In a ringing declaration, the Turf Cutters and Contractors Association told its members and supporters: “In the spirit of Irish freedom and independence, Easter week would be the ideal week to strike for freedom and exercise your rights in the time-honoured tradition.” The government is taking the issue extremely seriously, warning that wildlife rangers and others will be out on duty this weekend, and that those found taking turf from 53 protected raised bogs will face prosecution.
At the heart of the issue is a conflict between the ancient and the modern: the long-standing right to use turf as fuel versus modern concerns about the conservation of bogland and protection of the species which inhabit it.
The government has asked people to refrain from cutting while it seeks to negotiate with Europe about areas designated as legally protected.
The authorities have offered compensation, plus turf from alternative sources, but this has not satisfied the cutters. Minister Jimmy Deenihan has warned of consequences if cutting is not halted.
He said: “People will be brought to court. We will have to apply the law, otherwise Europe will impose major fines on Ireland – €25,000 a day.”
The green lobby in Ireland argues that the bogs contain a unique ecosystem which, once lost, could never be recovered.
One green advocate said: “These are the equivalent of our rain forests. The science explicitly states that these special areas will not withstand the level of extraction that is happening today.”
A better and alternative tourism is needed for Ireland, says Michael Vaughan president
The president of the Irish Hotels’ Federation, Michael Vaughan, said yesterday there had been a market failure in tourism in producing sufficient alternative tourism product from counties Cork to Donegal.
Mr Vaughan said that there was not enough tourism product in the west to give tourists valid reasons to stay there for long periods.
Mr Vaughan said that tourism in the west faced a separate challenge of a new dynamic in tourism, where tourists are taking day trips out of Dublin on the motorway system.
“Yet there is a pent-up demand internationally to fly into the west,” he said.
“The consensus of tourism bodies along the west coast is that the real issue is growth. Tourism growth is being generated in the east coast, but I have travelled to Donegal, Kerry, Clare and other counties, and these places are lagging behind and will lag behind.”
However, the newly elected IHF president said that a resurgent Shannon Airport was vital for tourism prospects in the west of Ireland.
In an interview, Mr Vaughan said: “Aviation policy has to drive traffic into Shannon, Cork and Knock to bring tourists to the heartland of tourism.”
Mr Vaughan added that currently Shannon Airport is in almost a zombie-like state.
“It [Shannon Airport] is in a state of chassis, but I believe that Minister for Transport and Tourism, Leo Varadkar, is going to do something very innovative with the airport,” he said.
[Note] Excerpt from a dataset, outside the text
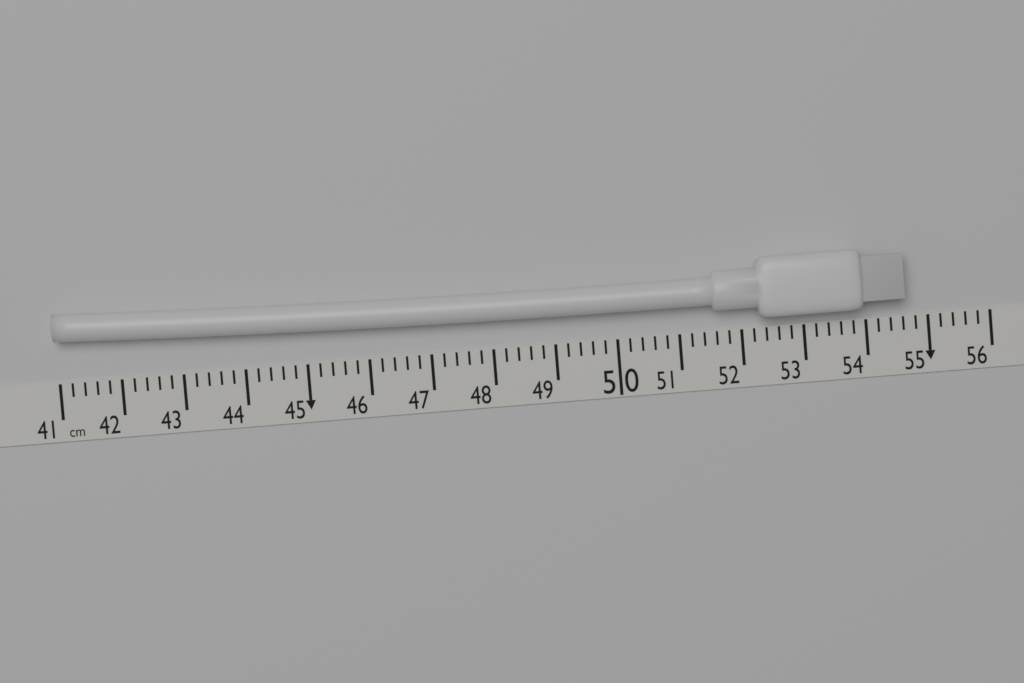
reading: 54.6 cm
Mr Vaughan attended a Shannon Chamber of Commerce event in Shannon last Friday where Mr Varadkar hinted that the new ownership structure would be independent and contain an IFSC-type model for the aviation industry.
“I was very encouraged by what Minister Varadkar had to say,” said Mr Vaughan. “He is a thoughtful and dynamic minister and if he can bring those qualities together for Shannon, it will be very positive.”
Mr Vaughan said that Shannon Airport had the potential to return to figures of three million passengers per annum.
The expected offering at Shannon Airport could include an expanded Shannon Hotel College of Management to cater for up to 1,000 students in the Aviation Hospitality sector, he said.